The feature photo on this post is from that trip — me sitting cross-legged on a beach in Brittany, Luke’s head resting on my leg, both of us just sitting there with nothing in particular happening. It was a solo trip, just me and the dogs. They’re getting older now, and long days on the road aren’t quite the easy thing for them they used to be, so it might end up being one of the last trips like this we take together. I didn’t know that for certain at the time, but some part of me must have, because I remember being more present for that day than most.
We’d parked at a spot that was barely a spot at all — an uneven patch of ground, nothing regulated, no facilities, just a place you pulled in and stopped. But the beach was right there, through a short path between the dunes. We had two amazing days, and neither of them had a single plan attached to either one of them.
What That Day Actually Looked Like
The dogs have had full lives running through fields and forests at home, so the beach was never really about running for them. It was about everything being different — the smell of salt instead of pine, the texture of sand instead of mud, the particular quality of wind that only comes off open water. They loved it for being unfamiliar, not for being a place to burn energy.
Mostly, though, we just sat. Phone away — I only picked it up once, for that one photo, because Luke had settled against my leg in a way that was too good not to keep. We watched a seagull do whatever seagulls do. A couple walked past holding hands. A man went by with his own dog, and ours watched with mild, unbothered interest. That was more or less the entire day. We had nothing better to do, and for once, that wasn’t a problem to solve.
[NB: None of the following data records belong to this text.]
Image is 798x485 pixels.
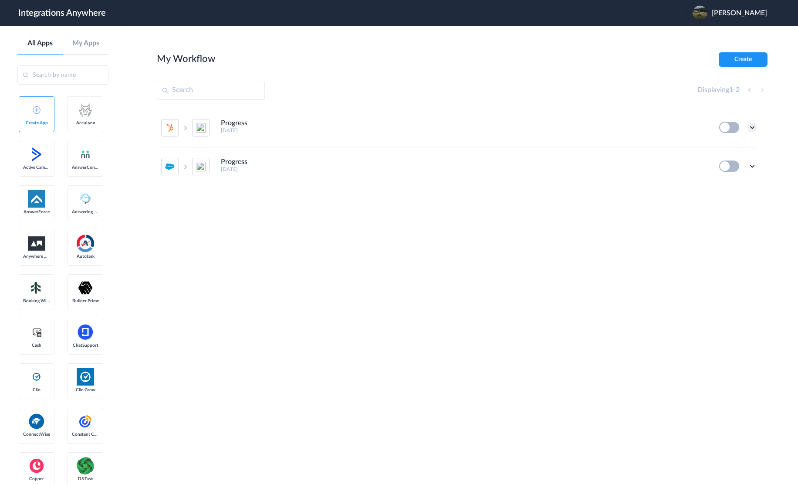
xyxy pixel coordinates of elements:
span: ChatSupport [72,342,99,348]
button: Create [719,52,768,67]
span: Autotask [72,254,99,259]
img: Answering_service.png [77,190,94,207]
span: 1 [729,86,733,93]
img: connectwise.png [28,412,45,429]
img: chatsupport-icon.svg [77,323,94,341]
span: 2 [736,86,740,93]
img: af-app-logo.svg [28,190,45,207]
span: Booking Widget [23,298,50,303]
span: Constant Contact [72,431,99,437]
img: answerconnect-logo.svg [80,149,91,159]
span: AccuLynx [72,120,99,125]
span: Active Campaign [23,165,50,170]
h4: Displaying - [698,86,740,94]
img: autotask.png [77,234,94,252]
img: builder-prime-logo.svg [77,279,94,296]
img: copper-logo.svg [28,457,45,474]
span: Cash [23,342,50,348]
img: active-campaign-logo.svg [28,146,45,163]
h4: Progress [221,158,247,166]
h1: Integrations Anywhere [18,8,106,18]
span: Clio [23,387,50,392]
img: acculynx-logo.svg [77,101,94,119]
input: Search [157,81,265,100]
span: Clio Grow [72,387,99,392]
h5: [DATE] [221,127,708,133]
a: My Apps [63,39,109,47]
input: Search by name [17,65,108,85]
img: cash-logo.svg [31,327,42,337]
span: AnswerForce [23,209,50,214]
span: Builder Prime [72,298,99,303]
h2: My Workflow [157,53,215,64]
span: ConnectWise [23,431,50,437]
a: All Apps [17,39,63,47]
img: add-icon.svg [33,106,41,114]
span: Create App [23,120,50,125]
h4: Progress [221,119,247,127]
img: Setmore_Logo.svg [28,280,45,295]
img: aww.png [28,236,45,251]
span: [PERSON_NAME] [712,9,767,17]
img: pexels-mrwson-4275885.jpg [693,6,708,20]
span: Anywhere Works [23,254,50,259]
span: Copper [23,476,50,481]
span: DS Task [72,476,99,481]
img: distributedSource.png [77,457,94,474]
span: Answering Service [72,209,99,214]
img: clio-logo.svg [31,371,42,382]
img: Clio.jpg [77,368,94,385]
h5: [DATE] [221,166,708,172]
img: constant-contact.svg [77,412,94,430]
span: AnswerConnect [72,165,99,170]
Why That Felt Strange at First
If I’m honest, the first hour of a day like that always feels slightly off before it settles into something good. There’s a habit, even on holiday, of reaching for the phone out of nothing more than reflex. Checking the time even though it doesn’t matter at all, since there’s nowhere to be and nothing scheduled. Some part of me kept waiting for the day to need something from me — a task, a destination, a reason it had been worth taking.
It never asked for any of that. Eventually I stopped offering it.
If You’re Trying This Yourself
If a day without plans tends to feel uncomfortable rather than restful for you, you’re not doing it wrong. That discomfort is actually the most predictable part of the whole exercise, and it usually passes faster than people expect — for me, it’s rarely more than the first hour.
A few things make it easier. Leaving the phone somewhere you’d have to deliberately go and get it, rather than within easy reach, removes most of the reflexive checking before it even starts. Picking a place with nothing demanding your attention helps too — a beach, a garden, anywhere without a long list of half-finished jobs visible from where you’re sitting, since visible undone tasks tend to win the argument every time.
For me, there’s also a baseline that has to be in place first. If I’ve got too much sitting unfinished, too many half-done things hanging over me, I can’t actually enjoy a day without plans — I just spend it half-thinking about everything I’m not doing instead. I don’t mean everything has to be cleared and completed before I’m allowed to rest. Just that there needs to be some basic level of calm already in place before I can genuinely say the heck with it and mean it. A day without plans works best when it’s a choice made from a reasonably settled place, not an escape from a pile of things actively shouting for attention.
And it helps to decide in advance, even just to yourself, that today doesn’t need to produce anything. Not a tidy house, not a finished project, not even a particularly good story to tell afterward. Just a day, allowed to be exactly as empty as it turns out to be.
It won’t necessarily feel good in the first twenty minutes. Give it longer than that before deciding whether it’s working.
What Was Actually There, Once I Stopped Filling It
Once I let the discomfort just sit instead of rushing to solve it, the day slowed down in small, unremarkable ways. I noticed the particular way the light moved across the sand as the afternoon went on. The sound of the dogs breathing, slow and content, against the sound of the waves doing more or less the same thing. None of it asked to be turned into something productive. It was already enough exactly as it was.
That’s the part I think is easy to miss about days like this. It’s tempting to believe a good day needs structure, or plans, or something to show for it afterward. But that afternoon on the beach, doing essentially nothing for hours, has stayed with me more clearly than plenty of busier, more “successful” days have. Not because we did a lot. Because we didn’t have to.
A Quiet Closing Moment
I don’t know for certain that it was our last trip together, the three of us in the van like that. But if it was, I’m glad it looked like this — a beach, a dog’s head on my leg, nothing on the agenda at all. <Doing nothing, on purpose, turned out to be exactly enough.